Gun laws become local, national focus

SAN FRANCISCO

On Capitol Hill Giffords said, "Too many children are dying. Too many children. We must do something!"

Members of Congress met with city officials in San Francisco to talk about the same gun measures and ABC7 News was there at that meeting in San Francisco Wednesday.

House Democratic Leader Nancy Pelosi, D-Calif., at the meeting in San Francisco and so was Peninsula congresswoman and shooting victim Jackie Speier, D-San Mateo, and North Bay Congressman Mike Thompson, D-Napa, Calif., who chairs the House task force on gun violence. The topic of this forum was what can and needs to be done.

Pelosi began by saying it's time for members of Congress to protect the American people.

"This is it. We have to measure up, measure up, and we cannot accept anything less than success," said Pelosi.

The head of the House Gun Violence Task Force says there are measures that gun advocates support.

"Like universal background checks, like an end to these assault magazines, 30 shots at a time," said Thompson.

Mindy Finkelstein was the first to ask a question of the panel. She was one of five people shot 13 years ago at a Jewish Center in Los Angeles. She said she was shot, "…by a man who was out on parole, who was a self-proclaimed neo-Nazi, and was able to get his gun though the gun show loophole," said Finkelstein.

The loophole is that people who buy guns at gun shows are not subject to background checks.

"That has to be. You say, 'What happens if the law doesn't change?' The law has to change," said Thompson. He called the loophole ridiculous. "It's the same thing as saying we're going to screen airline passengers in only 30 of the states."

There was no argument at the local meeting, but in Washington D.C. the head of the NRA, Wayne LaPierre, called universal background checks a waste of time and money.

"You're never going to get criminals to go through universal background checks and all the law abiding people you're going to create an enormous federal bureaucracy," said LaPierre.

Speier, who was shot five times during the Jonestown Massacre, says LaPierre doesn't represent the NRA's membership.

"The polls that have been taken show that the vast majority of the NRA members support universal background checks," said Speier.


• _Task objective_
Look through the data below for the string "nasopharynx", and copy every line where it turns up.

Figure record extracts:
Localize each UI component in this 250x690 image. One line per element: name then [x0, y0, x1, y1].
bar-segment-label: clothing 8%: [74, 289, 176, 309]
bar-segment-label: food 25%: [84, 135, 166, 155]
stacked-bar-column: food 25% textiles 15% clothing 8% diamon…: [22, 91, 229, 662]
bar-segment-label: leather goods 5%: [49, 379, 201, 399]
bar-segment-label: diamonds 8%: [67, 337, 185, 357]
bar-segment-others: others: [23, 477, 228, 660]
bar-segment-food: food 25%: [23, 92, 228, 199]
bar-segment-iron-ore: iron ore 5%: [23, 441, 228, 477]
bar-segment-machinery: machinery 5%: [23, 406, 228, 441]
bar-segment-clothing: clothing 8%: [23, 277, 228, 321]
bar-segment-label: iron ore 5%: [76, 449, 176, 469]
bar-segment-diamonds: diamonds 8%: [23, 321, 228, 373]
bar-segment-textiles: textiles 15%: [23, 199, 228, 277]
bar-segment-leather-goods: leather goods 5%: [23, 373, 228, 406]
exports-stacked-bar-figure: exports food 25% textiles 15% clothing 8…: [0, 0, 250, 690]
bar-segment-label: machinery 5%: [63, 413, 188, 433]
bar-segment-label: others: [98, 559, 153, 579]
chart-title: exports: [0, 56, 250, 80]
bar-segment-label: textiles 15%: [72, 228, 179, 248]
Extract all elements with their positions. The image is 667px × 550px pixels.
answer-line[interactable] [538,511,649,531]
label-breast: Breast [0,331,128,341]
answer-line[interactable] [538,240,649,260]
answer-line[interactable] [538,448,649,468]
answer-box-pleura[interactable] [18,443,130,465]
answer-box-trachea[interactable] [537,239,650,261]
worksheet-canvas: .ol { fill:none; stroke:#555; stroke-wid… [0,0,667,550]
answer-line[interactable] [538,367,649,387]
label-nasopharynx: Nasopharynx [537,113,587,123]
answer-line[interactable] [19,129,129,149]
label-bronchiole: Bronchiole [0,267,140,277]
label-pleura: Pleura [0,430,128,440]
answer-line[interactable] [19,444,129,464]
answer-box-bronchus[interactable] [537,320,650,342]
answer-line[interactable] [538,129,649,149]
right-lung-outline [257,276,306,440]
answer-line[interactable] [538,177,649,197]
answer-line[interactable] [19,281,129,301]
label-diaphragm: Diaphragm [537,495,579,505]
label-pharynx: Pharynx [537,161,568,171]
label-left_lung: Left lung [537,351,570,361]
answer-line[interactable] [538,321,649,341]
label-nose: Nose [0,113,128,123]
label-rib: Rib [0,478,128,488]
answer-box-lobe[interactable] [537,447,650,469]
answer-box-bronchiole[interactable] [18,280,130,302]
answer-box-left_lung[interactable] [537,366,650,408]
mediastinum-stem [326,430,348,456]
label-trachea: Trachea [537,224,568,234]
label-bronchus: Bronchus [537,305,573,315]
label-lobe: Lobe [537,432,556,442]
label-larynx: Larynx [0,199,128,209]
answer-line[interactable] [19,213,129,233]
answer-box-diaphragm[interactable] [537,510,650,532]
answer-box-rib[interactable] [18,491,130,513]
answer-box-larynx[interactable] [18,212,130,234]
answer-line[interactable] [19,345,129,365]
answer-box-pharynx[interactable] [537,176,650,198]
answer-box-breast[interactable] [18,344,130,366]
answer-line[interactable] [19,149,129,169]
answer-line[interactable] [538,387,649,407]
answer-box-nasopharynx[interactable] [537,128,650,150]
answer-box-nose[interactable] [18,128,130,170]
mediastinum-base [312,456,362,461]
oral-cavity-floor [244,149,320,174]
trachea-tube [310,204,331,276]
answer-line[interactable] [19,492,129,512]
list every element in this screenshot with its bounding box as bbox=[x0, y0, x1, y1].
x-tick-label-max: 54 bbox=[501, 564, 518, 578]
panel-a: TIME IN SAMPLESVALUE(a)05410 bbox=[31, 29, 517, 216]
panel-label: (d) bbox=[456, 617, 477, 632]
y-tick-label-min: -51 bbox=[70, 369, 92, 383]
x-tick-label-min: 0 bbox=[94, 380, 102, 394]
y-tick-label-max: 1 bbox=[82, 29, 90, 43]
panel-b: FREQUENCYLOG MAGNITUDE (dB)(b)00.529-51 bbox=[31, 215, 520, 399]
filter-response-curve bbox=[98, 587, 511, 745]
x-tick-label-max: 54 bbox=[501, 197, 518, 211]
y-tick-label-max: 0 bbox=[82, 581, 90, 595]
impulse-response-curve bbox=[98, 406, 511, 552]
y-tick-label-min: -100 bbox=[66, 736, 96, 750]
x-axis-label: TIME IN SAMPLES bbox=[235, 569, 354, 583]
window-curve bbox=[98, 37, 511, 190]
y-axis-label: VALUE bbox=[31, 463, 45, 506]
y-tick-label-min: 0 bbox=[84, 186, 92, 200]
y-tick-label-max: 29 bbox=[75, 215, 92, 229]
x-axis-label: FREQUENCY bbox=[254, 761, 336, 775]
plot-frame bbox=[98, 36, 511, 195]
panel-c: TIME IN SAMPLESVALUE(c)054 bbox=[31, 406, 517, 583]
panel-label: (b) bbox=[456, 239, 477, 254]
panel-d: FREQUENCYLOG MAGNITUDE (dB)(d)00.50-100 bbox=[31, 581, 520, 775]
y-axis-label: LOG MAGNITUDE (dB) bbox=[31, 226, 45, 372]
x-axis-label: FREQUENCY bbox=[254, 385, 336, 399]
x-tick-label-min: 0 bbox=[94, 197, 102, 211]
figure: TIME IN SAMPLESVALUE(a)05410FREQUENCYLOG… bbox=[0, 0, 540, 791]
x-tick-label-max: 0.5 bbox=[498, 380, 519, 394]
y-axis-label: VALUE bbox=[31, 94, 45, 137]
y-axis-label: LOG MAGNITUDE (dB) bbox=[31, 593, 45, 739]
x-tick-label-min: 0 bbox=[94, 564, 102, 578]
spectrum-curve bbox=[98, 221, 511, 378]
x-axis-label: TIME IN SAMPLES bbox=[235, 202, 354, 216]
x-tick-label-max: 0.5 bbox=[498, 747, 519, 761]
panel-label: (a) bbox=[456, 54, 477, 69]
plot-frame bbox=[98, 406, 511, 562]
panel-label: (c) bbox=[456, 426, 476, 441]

• _Reply to the exercise_
label-nasopharynx: Nasopharynx [537,113,587,123]
answer-box-nasopharynx[interactable] [537,128,650,150]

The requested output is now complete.